[step:Apply Selberg's upper-bound sieve to the twin-prime residue system]Define the multiplicative function $\omega:\mathbb{N}\to\mathbb{N}\cup\{0\}$ on prime powers by $\omega(q^k)=\omega(q)$ for every prime $q$ and every $k\geq 1$, with
\begin{align*}
\omega(2) := 1
\end{align*}
and, for each odd prime $q$,
\begin{align*}
\omega(q) := 2.
\end{align*}
For every squarefree divisor $d$ of $P(z)$, the value $\omega(d)$ is the number of residue classes modulo $d$ on which $d \mid n(n+2)$.
We use the following Selberg upper-bound sieve estimate.
[claim:Selberg sieve estimate for the twin-prime residue system]
There are absolute constants $C_0,C_1 > 0$ such that, for all $x \geq 16$ and all $2 \leq z \leq x^{1/2}$,
\begin{align*}
S(x,z) \leq C_0 x \frac{(\log\log z)^2}{(\log z)^2} + C_1 z^2(\log z)^6.
\end{align*}
[/claim]
[proof]
For squarefree $d \mid P(z)$, define $A_d:[16,\infty)\to\mathbb{N}\cup\{0\}$ by letting $A_d(x)$ be the number of integers $n \in \{1,\dots,\lfloor x \rfloor\}$ such that $d \mid n(n+2)$. By the [Chinese remainder theorem](/theorems/734), the congruence $d \mid n(n+2)$ is the union of exactly $\omega(d)$ residue classes modulo $d$. Hence there is a remainder function $R_d:[16,\infty)\to\mathbb{R}$ such that
\begin{align*}
A_d(x) = \frac{\omega(d)}{d}x + R_d(x), \qquad |R_d(x)| \leq \omega(d).
\end{align*}
We invoke Selberg's upper-bound sieve in dimension two for the residue system $n(n+2)$. In the form used here, it states that if $2\leq z\leq x^{1/2}$, $\omega(2)=1$, $\omega(q)=2$ for odd primes $q$, and the local counting functions satisfy the remainder estimate above, then there are Selberg weights $\lambda_d\in\mathbb{R}$ supported on squarefree $d\mid P(z)$ with $d\leq z$ and $\lambda_1=1$ such that
\begin{align*}
S(x,z) \leq \frac{x}{G(z)} + C_2 z^2(\log z)^6,
\end{align*}
where $C_2>0$ is an absolute constant and $G:[2,\infty)\to(0,\infty)$ is the Selberg denominator
\begin{align*}
G(z) := \sum_{\substack{r \mid P(z), r \leq z}} \mu(r)^2 \prod_{q \mid r}\frac{\omega(q)}{q-\omega(q)}.
\end{align*}
Here $\mu:\mathbb{N}\to\{-1,0,1\}$ is the Mobius function, so $\mu(r)^2$ is the indicator that $r$ is squarefree. The same sieve theorem includes the dimension-two denominator estimate
\begin{align*}
G(z) \geq c_2 \frac{(\log z)^2}{(\log\log z)^2}
\end{align*}
for every $z\geq3$, with an absolute constant $c_2>0$. This denominator estimate is the standard truncated Euler-product estimate for the weights $2/(q-2)$; its hypotheses are exactly the displayed values of $\omega(q)$ and the restriction to squarefree divisors of $P(z)$.
Combining the two displayed estimates gives
\begin{align*}
S(x,z) \leq c_2^{-1}x\frac{(\log\log z)^2}{(\log z)^2} + C_2 z^2(\log z)^6.
\end{align*}
Renaming the absolute constants proves the asserted estimate.
[/proof]
Since $z=x^{1/4}$ and $x \geq 16$, the hypotheses $2 \leq z \leq x^{1/2}$ hold. Therefore
\begin{align*}
S(x,z) \leq C_0 x \frac{(\log\log z)^2}{(\log z)^2} + C_1 z^2(\log z)^6.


WHAT YOU NEED TO DO
In the records below, the part to copy starts at the line containing "Find person." and goes to the last line; output it exactly, without pictures.
┌─ DATA FOR THIS EXERCISE
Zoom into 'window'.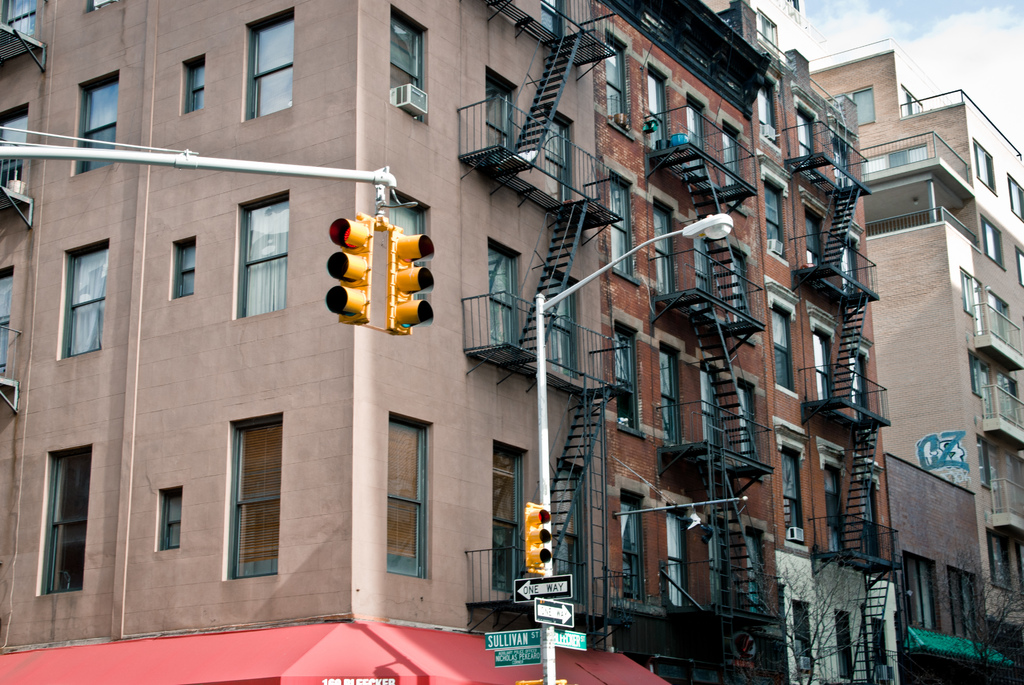
Zoom target: (156, 484, 180, 556).
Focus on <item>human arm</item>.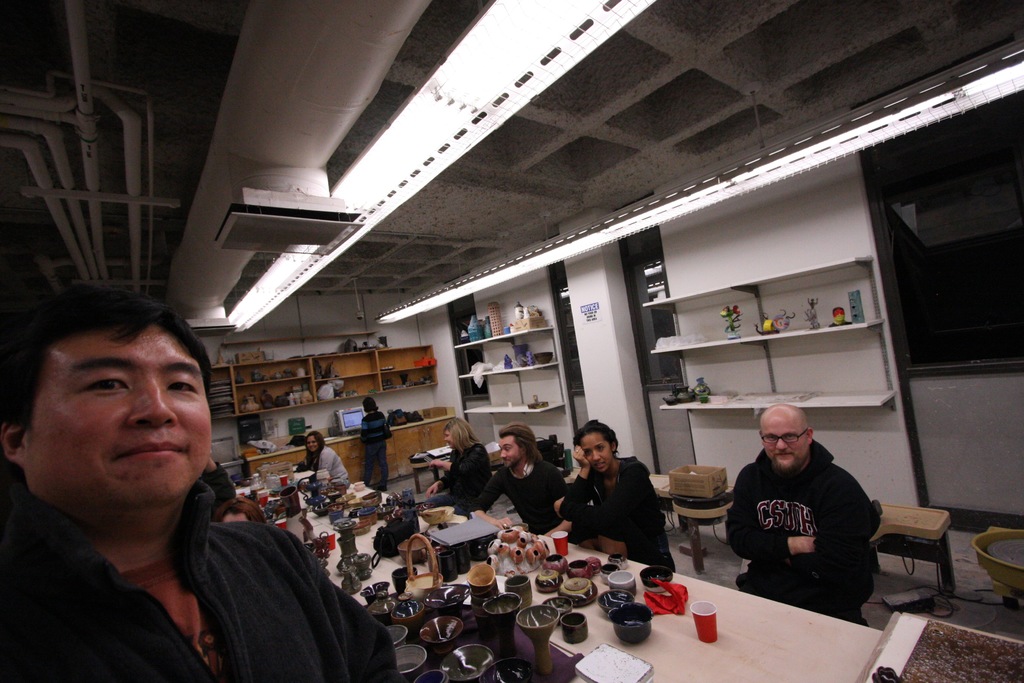
Focused at [357, 414, 371, 444].
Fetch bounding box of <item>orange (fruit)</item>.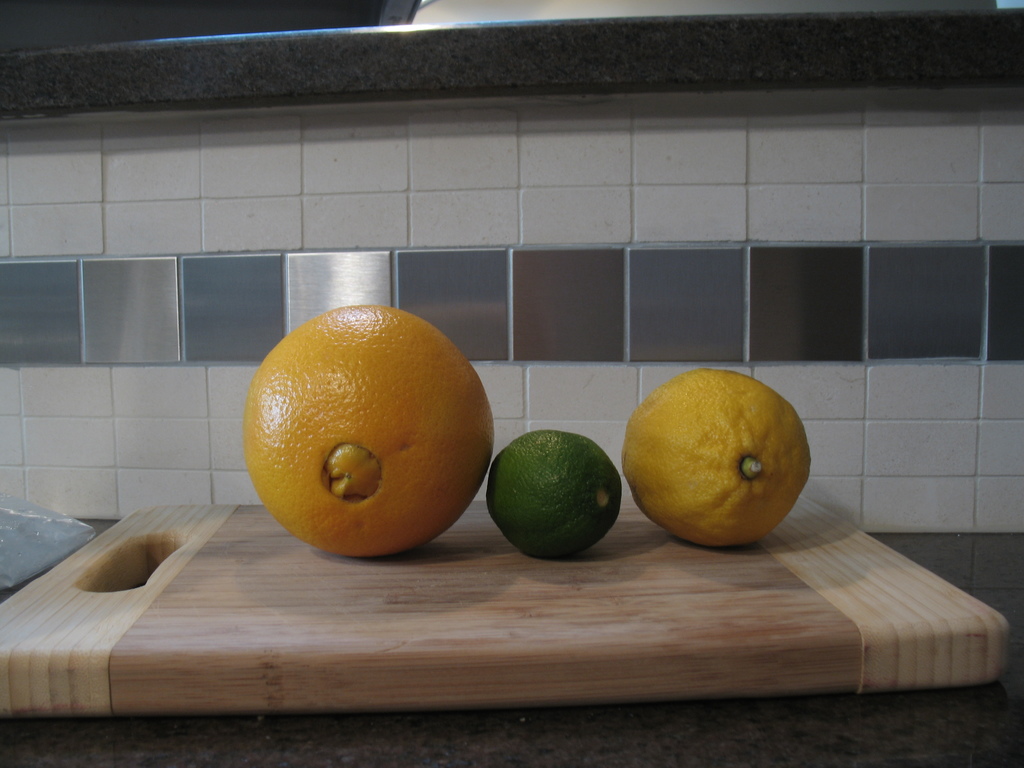
Bbox: [x1=486, y1=425, x2=638, y2=549].
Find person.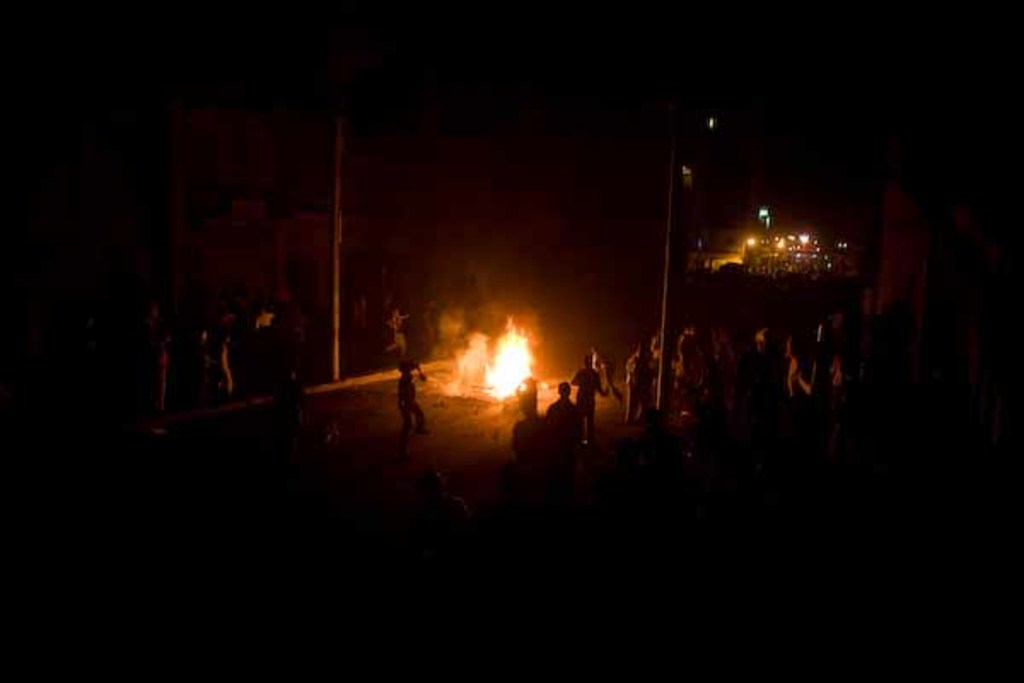
Rect(541, 379, 585, 464).
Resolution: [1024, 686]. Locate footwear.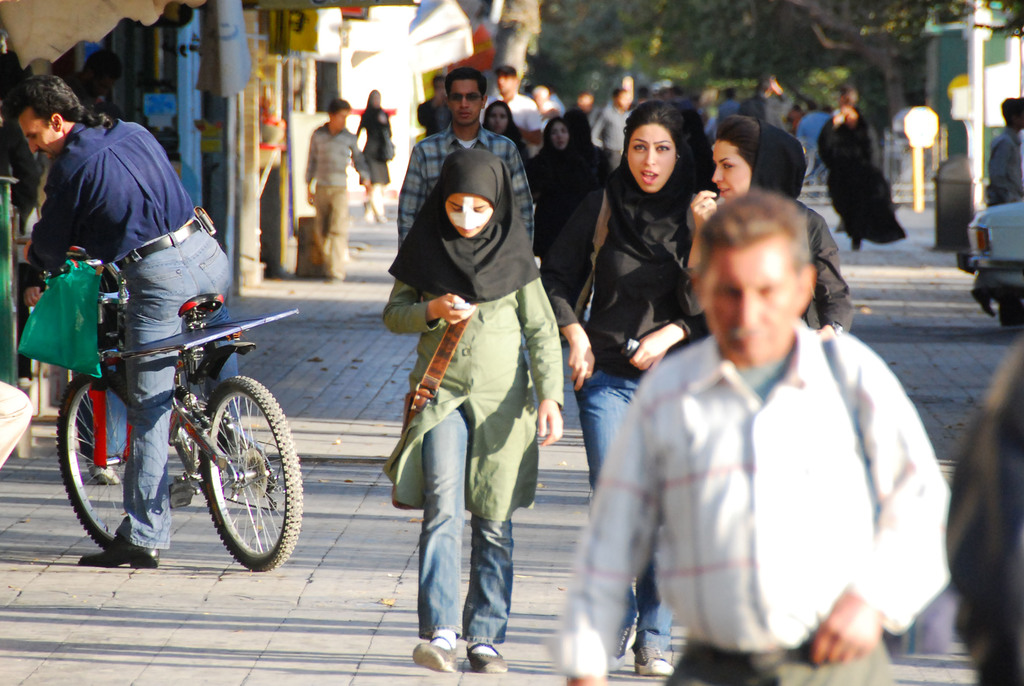
x1=86, y1=461, x2=119, y2=487.
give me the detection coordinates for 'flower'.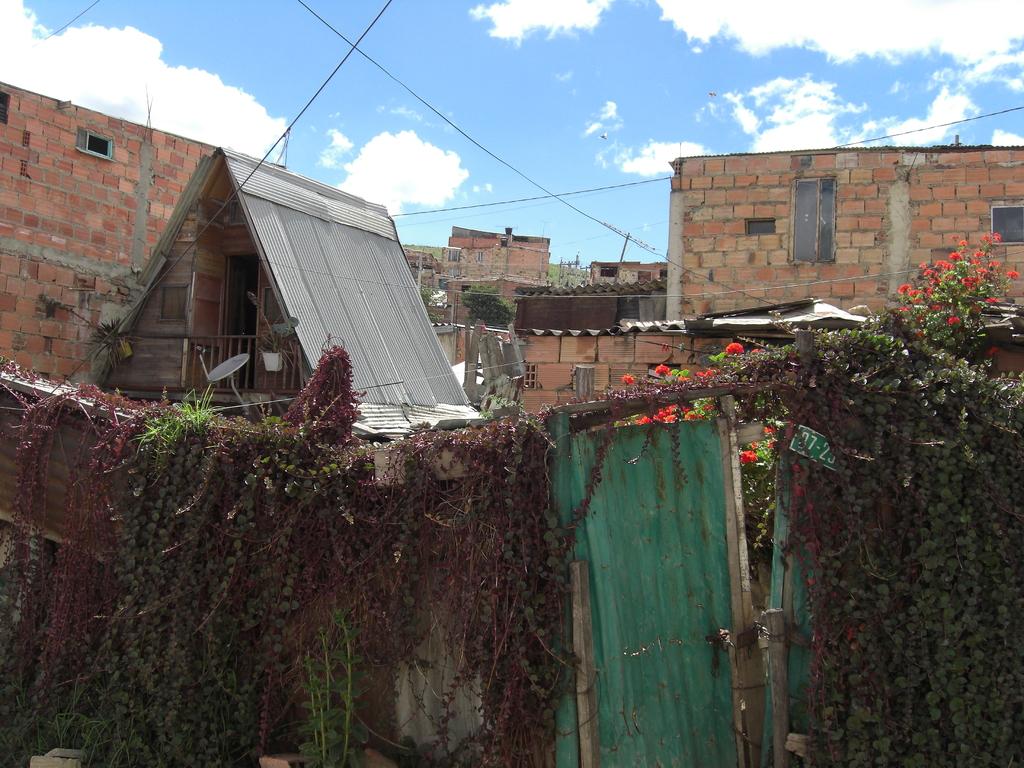
bbox=[742, 448, 756, 468].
└─
EXERCISE SOLUTION
Find person.
Rect(541, 379, 585, 464).
Resolution: [1024, 686]. Locate footwear.
x1=86, y1=461, x2=119, y2=487.
give me the detection coordinates for 'flower'.
bbox=[742, 448, 756, 468].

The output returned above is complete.